Hanif, like his uncle before him, had been detained and released after a few days. I don’t know the details of his detention, where and why he was picked up, or on what grounds. His phone remains switched off; the messages I have sent to him remain unopened. Beyond that email, Navila hasn’t told me what transpired in the aftermath of the pogrom.
We agreed on small fragments from our conversation that I could reveal in this essay, but beyond that, everyone has gone quiet. Just a few weeks before they had felt invincible, but now the world had changed.
Chronicles of carnage emerged soon after the pogrom in Delhi, but the real extent of violence remains unclear. In addition to the estimated 53 people who died, many others, including children, are missing. 85-year-old Akbari had survived Partition and other riots, but died inside her home when it was set on fire. Musharraf, of Gokalpuri, was lynched before his daughter as she pleaded with the mob for mercy. The bodies of 16-year-old Mohammad Hashimand and his elder brother Mohammad Amir were dredged out of a drain.
On the third day of violence, 7,500 emergency calls were made to the police control room throughout the day, yet no one arrived to protect these communities. Instead, the first-person accounts and videos I logged suggested that the police worked with the rioters, aided and abetted them, and in some cases even attacked the victims. In the aftermath of the violence, many residents have fled their homes, and remain homeless.
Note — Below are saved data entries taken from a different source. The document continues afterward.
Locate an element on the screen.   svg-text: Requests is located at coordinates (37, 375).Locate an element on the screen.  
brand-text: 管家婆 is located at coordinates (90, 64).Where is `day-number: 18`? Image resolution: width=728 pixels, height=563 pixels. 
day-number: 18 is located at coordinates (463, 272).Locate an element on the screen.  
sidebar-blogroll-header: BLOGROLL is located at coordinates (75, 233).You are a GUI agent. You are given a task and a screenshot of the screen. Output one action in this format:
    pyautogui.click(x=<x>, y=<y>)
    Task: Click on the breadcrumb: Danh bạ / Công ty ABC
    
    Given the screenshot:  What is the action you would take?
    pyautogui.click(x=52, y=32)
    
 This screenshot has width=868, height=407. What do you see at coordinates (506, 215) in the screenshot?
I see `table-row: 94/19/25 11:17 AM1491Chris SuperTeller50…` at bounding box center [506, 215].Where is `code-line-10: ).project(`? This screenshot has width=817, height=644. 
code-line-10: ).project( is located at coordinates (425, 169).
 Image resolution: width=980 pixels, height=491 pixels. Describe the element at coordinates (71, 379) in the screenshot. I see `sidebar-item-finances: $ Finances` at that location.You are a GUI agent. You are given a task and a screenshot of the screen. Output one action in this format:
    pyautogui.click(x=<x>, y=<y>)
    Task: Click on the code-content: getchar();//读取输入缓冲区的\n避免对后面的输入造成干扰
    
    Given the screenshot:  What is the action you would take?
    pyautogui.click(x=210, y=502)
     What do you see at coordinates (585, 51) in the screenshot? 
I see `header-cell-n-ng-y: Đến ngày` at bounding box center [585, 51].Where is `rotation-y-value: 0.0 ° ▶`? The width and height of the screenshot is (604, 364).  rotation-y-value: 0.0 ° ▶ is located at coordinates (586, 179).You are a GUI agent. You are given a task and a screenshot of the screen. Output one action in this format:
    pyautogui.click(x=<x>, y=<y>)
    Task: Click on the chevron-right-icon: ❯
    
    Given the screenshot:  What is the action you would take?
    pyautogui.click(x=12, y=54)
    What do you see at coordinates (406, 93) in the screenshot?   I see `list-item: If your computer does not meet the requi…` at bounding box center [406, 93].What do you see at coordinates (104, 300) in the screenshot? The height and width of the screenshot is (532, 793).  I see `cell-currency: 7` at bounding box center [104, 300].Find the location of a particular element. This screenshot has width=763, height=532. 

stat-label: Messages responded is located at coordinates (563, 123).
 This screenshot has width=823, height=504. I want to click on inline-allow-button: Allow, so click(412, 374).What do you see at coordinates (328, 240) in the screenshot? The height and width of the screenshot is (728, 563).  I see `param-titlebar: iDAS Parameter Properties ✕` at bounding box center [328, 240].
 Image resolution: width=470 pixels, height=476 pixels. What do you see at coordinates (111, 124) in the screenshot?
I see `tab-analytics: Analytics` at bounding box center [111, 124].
As I read and reread Navila’s email, and processed their collective choice to withdraw their voices, stories, ideas, and angst from the public realm, it became clear that this was not voicelessness, but an act of self-defense. While they decided not to speak, their choice of silence lays bare the ground realities in India. They found refuge in words left unspoken, unpublished. In the face of such overwhelming state brutality, it might be the only possible space for healing. Silences surrounding violence in India are neither new or unique. These silences teach us about the precarity of dissent, but more importantly, how violence has already reshaped India.